The other day this interesting tweet popped into my feed and I think it encapsulates some of the thoughts I have with regard to the relationship with Protestantism, Christianity and modernity.
It's no mean feat to have achieved a literacy rate approaching 100% and an infant mortality rate roughly a third of a city--with all its institutions--that has been in place that two millennia. It's all the more the impressive considering the it was a wilderness sixty years prior.
I had a brief look today at the religious history of Toledo, Ohio and from what I could glean it would appears that Catholicism established the first roots there but it was displaced very early on by waves of Protestant immigrants who were hostile to it. Essentially Toledo was a Protestant dominated town.
Toledo Spain was one of the cultural centers of Catholicism and it's interesting to see that nearly two millenia of learning and culture did not confer upon it any advantage on the issue of infant mortality compared to some backwater in the New World. Now the metric of infant mortality is not simply about how many kids live past a certain age, it also is a metric of paternal misery and sorrow. No matter how you cut it, an improved infant mortality rate is a GOOD thing and less dead children usually means happier parents and siblings with all the subsequent second and third order benefits that accrue. Prosperity doesn't just mean wealth, but allows for better nutrition, housing which leads to less disease and misery.
The issue here is why wasn't Toledo, Spain--with its head-start in learning and culture--able to translate that into practical improvements with regard to the day to day life of its citizens.
It's this blog's contention that it was the Catholic/Protestant divide that explains a lot of the performance differential.
Since my blogging has been light over the past year I thought I would just use this post to recap some of the ideas I want to propose. Namely:
1) That the Catholic world while originating modernity was unable to implement it.
2) The Protestant world while initially rejecting modernity was able to harness it and control it till the sixties.
3) The theological changes within Protestantism, especially in the late 19th Century set into train events that would undermine it, so that by the Mid 20th C, mainline Protestantism--the Protestantism that was embraced by the senior managerial class who were the captains of modernity--had repudiated many of its original moral and theological beliefs.
4) The void left by this collapse was filled by a secular humanism unmoored from any fixed moral principle.
5) Catholicism has been peripheral to this turn of events.
6) The collapse of the faith in all of the West has come about from a "de-gracing" of it.
7) Since Grace is the foundation of Faith, any theological, philosophical, political or cultural movement that is not calibrated to the Will of the Christian God will fail.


## Problem to solve
Wherever a line holds the word "orientation", copy that line from the data.
§ §
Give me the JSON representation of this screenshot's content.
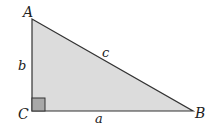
{
  "diagram": {
    "type": "right-triangle",
    "vertices": {
      "A": "A",
      "B": "B",
      "C": "C"
    },
    "sides": {
      "a": "a",
      "b": "b",
      "c": "c"
    },
    "fill_color": "#dcdcdc",
    "right_angle_color": "#a8a8a8",
    "stroke_color": "#333333"
  }
}
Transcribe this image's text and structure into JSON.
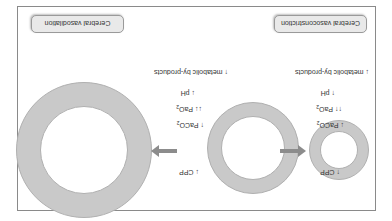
{
  "orientation": "rotated-180",
  "panels": {
    "vasoconstriction": {
      "title": "Cerebral vasoconstriction",
      "factors": {
        "cpp": "↑ CPP",
        "paco2_arrow": "↓ PaCO",
        "paco2_sub": "2",
        "pao2_arrow": "↑↑ PaO",
        "pao2_sub": "2",
        "ph": "↑ pH",
        "metabolic": "↓ metabolic by-products"
      },
      "arrow_direction": "left"
    },
    "vasodilation": {
      "title": "Cerebral vasodilation",
      "factors": {
        "cpp": "↓ CPP",
        "paco2_arrow": "↑ PaCO",
        "paco2_sub": "2",
        "pao2_arrow": "↓↓ PaO",
        "pao2_sub": "2",
        "ph": "↓ pH",
        "metabolic": "↑ metabolic by-products"
      },
      "arrow_direction": "right"
    }
  },
  "vessels": [
    {
      "name": "constricted-vessel",
      "size": "small"
    },
    {
      "name": "normal-vessel",
      "size": "medium"
    },
    {
      "name": "dilated-vessel",
      "size": "large"
    }
  ],
  "colors": {
    "vessel_wall": "#c9c9c9",
    "arrow": "#8c8c8c",
    "label_bg": "#e9e9e9",
    "frame": "#8a8a8a"
  }
}
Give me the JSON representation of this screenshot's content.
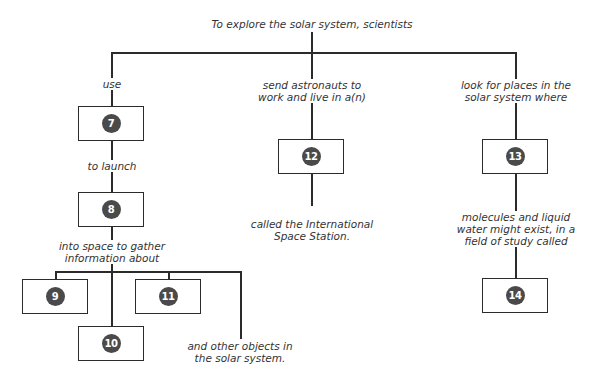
{
  "diagram": {
    "root": "To explore the solar system, scientists",
    "branches": {
      "left": {
        "link1": "use",
        "box1": "7",
        "link2": "to launch",
        "box2": "8",
        "link3_line1": "into space to gather",
        "link3_line2": "information about",
        "boxes": [
          "9",
          "10",
          "11"
        ],
        "tail_line1": "and other objects in",
        "tail_line2": "the solar system."
      },
      "middle": {
        "link1_line1": "send astronauts to",
        "link1_line2": "work and live in a(n)",
        "box1": "12",
        "tail_line1": "called the International",
        "tail_line2": "Space Station."
      },
      "right": {
        "link1_line1": "look for places in the",
        "link1_line2": "solar system where",
        "box1": "13",
        "link2_line1": "molecules and liquid",
        "link2_line2": "water might exist, in a",
        "link2_line3": "field of study called",
        "box2": "14"
      }
    },
    "colors": {
      "line": "#2b2b2b",
      "badge": "#4a4a4a",
      "badge_text": "#ffffff"
    }
  }
}
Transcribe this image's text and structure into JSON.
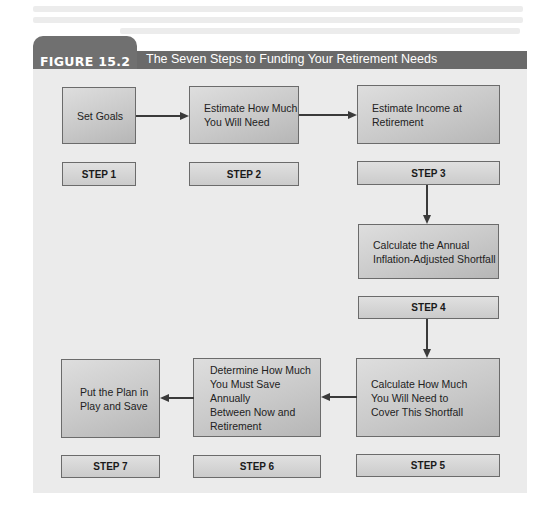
{
  "figure": {
    "label": "FIGURE 15.2",
    "title": "The Seven Steps to Funding Your Retirement Needs"
  },
  "steps": [
    {
      "step_label": "STEP 1",
      "text": "Set Goals"
    },
    {
      "step_label": "STEP 2",
      "text": "Estimate How Much\nYou Will Need"
    },
    {
      "step_label": "STEP 3",
      "text": "Estimate Income at\nRetirement"
    },
    {
      "step_label": "STEP 4",
      "text": "Calculate the Annual\nInflation-Adjusted Shortfall"
    },
    {
      "step_label": "STEP 5",
      "text": "Calculate How Much\nYou Will Need to\nCover This Shortfall"
    },
    {
      "step_label": "STEP 6",
      "text": "Determine How Much\nYou Must Save Annually\nBetween Now and\nRetirement"
    },
    {
      "step_label": "STEP 7",
      "text": "Put the Plan in\nPlay and Save"
    }
  ],
  "flow": [
    "STEP 1",
    "STEP 2",
    "STEP 3",
    "STEP 4",
    "STEP 5",
    "STEP 6",
    "STEP 7"
  ],
  "colors": {
    "header": "#6a6a6a",
    "panel": "#ebebeb",
    "box_border": "#6b6b6b",
    "arrow": "#3a3a3a"
  }
}
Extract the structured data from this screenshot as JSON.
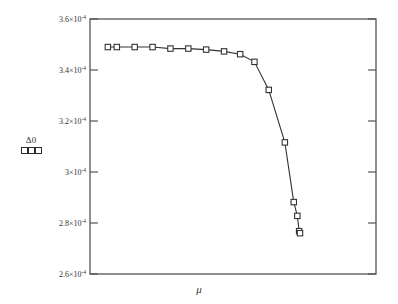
{
  "figure": {
    "background": "#ffffff",
    "axis_color": "#555555",
    "line_color": "#333333",
    "marker_fill": "#ffffff",
    "marker_edge": "#333333"
  },
  "axis_labels": {
    "y_label_text": "Δ0",
    "y_label_missing_glyphs": 3,
    "x_label_text": "μ"
  },
  "y_ticks": [
    {
      "mantissa": "3.6×10",
      "exponent": "-4",
      "value": 0.00036
    },
    {
      "mantissa": "3.4×10",
      "exponent": "-4",
      "value": 0.00034
    },
    {
      "mantissa": "3.2×10",
      "exponent": "-4",
      "value": 0.00032
    },
    {
      "mantissa": "3×10",
      "exponent": "-4",
      "value": 0.0003
    },
    {
      "mantissa": "2.8×10",
      "exponent": "-4",
      "value": 0.00028
    },
    {
      "mantissa": "2.6×10",
      "exponent": "-4",
      "value": 0.00026
    }
  ],
  "chart_data": {
    "type": "line",
    "title": "",
    "xlabel": "μ",
    "ylabel": "Δ0",
    "xlim": [
      0,
      16
    ],
    "ylim": [
      0.00026,
      0.00036
    ],
    "grid": false,
    "legend": null,
    "marker": "open-square",
    "x_tick_labels": [],
    "series": [
      {
        "name": "Δ0 vs μ",
        "x": [
          1.0,
          1.5,
          2.5,
          3.5,
          4.5,
          5.5,
          6.5,
          7.5,
          8.4,
          9.2,
          10.0,
          10.9,
          11.4,
          11.6,
          11.7,
          11.75
        ],
        "values": [
          0.000349,
          0.000349,
          0.000349,
          0.000349,
          0.0003484,
          0.0003484,
          0.000348,
          0.0003473,
          0.0003462,
          0.0003432,
          0.0003322,
          0.0003116,
          0.0002882,
          0.0002828,
          0.0002768,
          0.000276
        ]
      }
    ]
  },
  "plot_geometry": {
    "left": 90,
    "right": 376,
    "top": 19,
    "bottom": 274
  }
}
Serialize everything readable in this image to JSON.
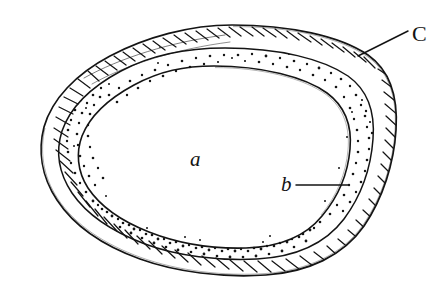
{
  "figure": {
    "background_color": "#ffffff",
    "ink_color": "#141414",
    "width": 447,
    "height": 301
  },
  "labels": [
    {
      "id": "a",
      "text": "a",
      "meaning": "inner-core-region",
      "x": 190,
      "y": 166,
      "has_leader": false
    },
    {
      "id": "b",
      "text": "b",
      "meaning": "stippled-middle-layer",
      "x": 281,
      "y": 191,
      "has_leader": true,
      "leader_from_x": 296,
      "leader_from_y": 185,
      "leader_to_x": 348,
      "leader_to_y": 185
    },
    {
      "id": "C",
      "text": "C",
      "meaning": "hatched-outer-layer",
      "x": 412,
      "y": 41,
      "has_leader": true,
      "leader_from_x": 408,
      "leader_from_y": 31,
      "leader_to_x": 358,
      "leader_to_y": 56
    }
  ],
  "layers": [
    {
      "name": "inner-core",
      "key": "a",
      "fill": "#ffffff",
      "pattern": "blank"
    },
    {
      "name": "middle-layer",
      "key": "b",
      "fill": "#ffffff",
      "pattern": "stipple"
    },
    {
      "name": "outer-layer",
      "key": "C",
      "fill": "#ffffff",
      "pattern": "hatch"
    }
  ]
}
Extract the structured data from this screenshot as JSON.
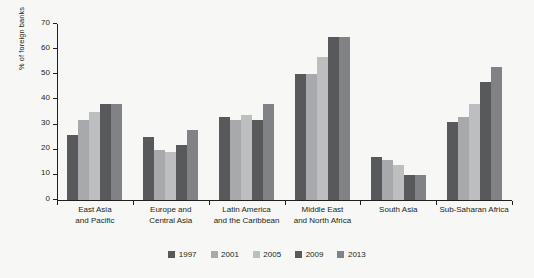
{
  "figure": {
    "title_remnant": "",
    "background_color": "#f7f7f5"
  },
  "chart_data": {
    "type": "bar",
    "title": "",
    "subtitle": "",
    "xlabel": "",
    "ylabel": "% of foreign banks",
    "ylim": [
      0,
      70
    ],
    "yticks": [
      0,
      10,
      20,
      30,
      40,
      50,
      60,
      70
    ],
    "grid": false,
    "legend_position": "bottom-center",
    "orientation": "vertical",
    "grouped": true,
    "categories": [
      "East Asia and Pacific",
      "Europe and Central Asia",
      "Latin America and the Caribbean",
      "Middle East and North Africa",
      "South Asia",
      "Sub-Saharan Africa"
    ],
    "category_lines": [
      [
        "East Asia",
        "and Pacific"
      ],
      [
        "Europe and",
        "Central Asia"
      ],
      [
        "Latin America",
        "and the Caribbean"
      ],
      [
        "Middle East",
        "and North Africa"
      ],
      [
        "South Asia",
        ""
      ],
      [
        "Sub-Saharan Africa",
        ""
      ]
    ],
    "series": [
      {
        "name": "1997",
        "color": "#58595b",
        "values": [
          26,
          25,
          33,
          50,
          17,
          31
        ]
      },
      {
        "name": "2001",
        "color": "#a7a9ac",
        "values": [
          32,
          20,
          32,
          50,
          16,
          33
        ]
      },
      {
        "name": "2005",
        "color": "#bcbec0",
        "values": [
          35,
          19,
          34,
          57,
          14,
          38
        ]
      },
      {
        "name": "2009",
        "color": "#58595b",
        "values": [
          38,
          22,
          32,
          65,
          10,
          47
        ]
      },
      {
        "name": "2013",
        "color": "#808285",
        "values": [
          38,
          28,
          38,
          65,
          10,
          53
        ]
      }
    ]
  }
}
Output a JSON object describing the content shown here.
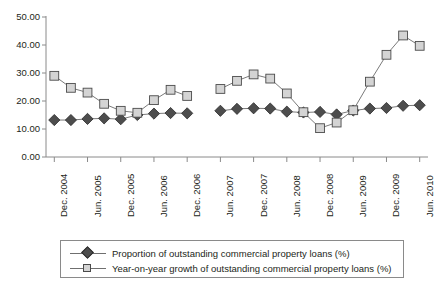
{
  "chart_data": {
    "type": "line",
    "title": "",
    "subtitle": "",
    "xlabel": "",
    "ylabel": "",
    "ylim": [
      0,
      50
    ],
    "ytick_labels": [
      "0.00",
      "10.00",
      "20.00",
      "30.00",
      "40.00",
      "50.00"
    ],
    "ytick_values": [
      0,
      10,
      20,
      30,
      40,
      50
    ],
    "grid": false,
    "legend_position": "bottom",
    "x_tick_labels": [
      "Dec. 2004",
      "Jun. 2005",
      "Dec. 2005",
      "Jun. 2006",
      "Dec. 2006",
      "Jun. 2007",
      "Dec. 2007",
      "Jun. 2008",
      "Dec. 2008",
      "Jun. 2009",
      "Dec. 2009",
      "Jun. 2010"
    ],
    "x_tick_indices": [
      0,
      2,
      4,
      6,
      8,
      10,
      12,
      14,
      16,
      18,
      20,
      22
    ],
    "x": [
      "Dec. 2004",
      "Mar. 2005",
      "Jun. 2005",
      "Sep. 2005",
      "Dec. 2005",
      "Mar. 2006",
      "Jun. 2006",
      "Sep. 2006",
      "Dec. 2006",
      "Mar. 2007",
      "Jun. 2007",
      "Sep. 2007",
      "Dec. 2007",
      "Mar. 2008",
      "Jun. 2008",
      "Sep. 2008",
      "Dec. 2008",
      "Mar. 2009",
      "Jun. 2009",
      "Sep. 2009",
      "Dec. 2009",
      "Mar. 2010",
      "Jun. 2010"
    ],
    "series": [
      {
        "name": "Proportion of outstanding commercial property loans (%)",
        "marker": "diamond",
        "color": "#4d4d4d",
        "values": [
          13.2,
          13.2,
          13.6,
          13.8,
          13.5,
          15.0,
          15.5,
          15.7,
          15.6,
          null,
          16.5,
          17.2,
          17.4,
          17.3,
          16.2,
          15.9,
          16.1,
          15.2,
          16.6,
          17.3,
          17.5,
          18.3,
          18.5
        ]
      },
      {
        "name": "Year-on-year growth of outstanding commercial property loans (%)",
        "marker": "square",
        "color": "#d4d4d4",
        "values": [
          29.0,
          24.7,
          23.0,
          19.0,
          16.5,
          15.8,
          20.3,
          24.0,
          21.8,
          null,
          24.3,
          27.2,
          29.5,
          28.0,
          22.7,
          16.0,
          10.3,
          12.3,
          16.7,
          26.9,
          36.5,
          43.4,
          39.7
        ]
      }
    ],
    "legend": [
      "Proportion of outstanding commercial property loans (%)",
      "Year-on-year growth of outstanding commercial property loans (%)"
    ]
  }
}
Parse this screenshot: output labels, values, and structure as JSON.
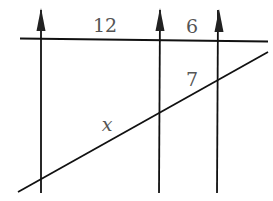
§ §
## Solution below
  "orientation": "rotated-180",
    "orientation": "vertical",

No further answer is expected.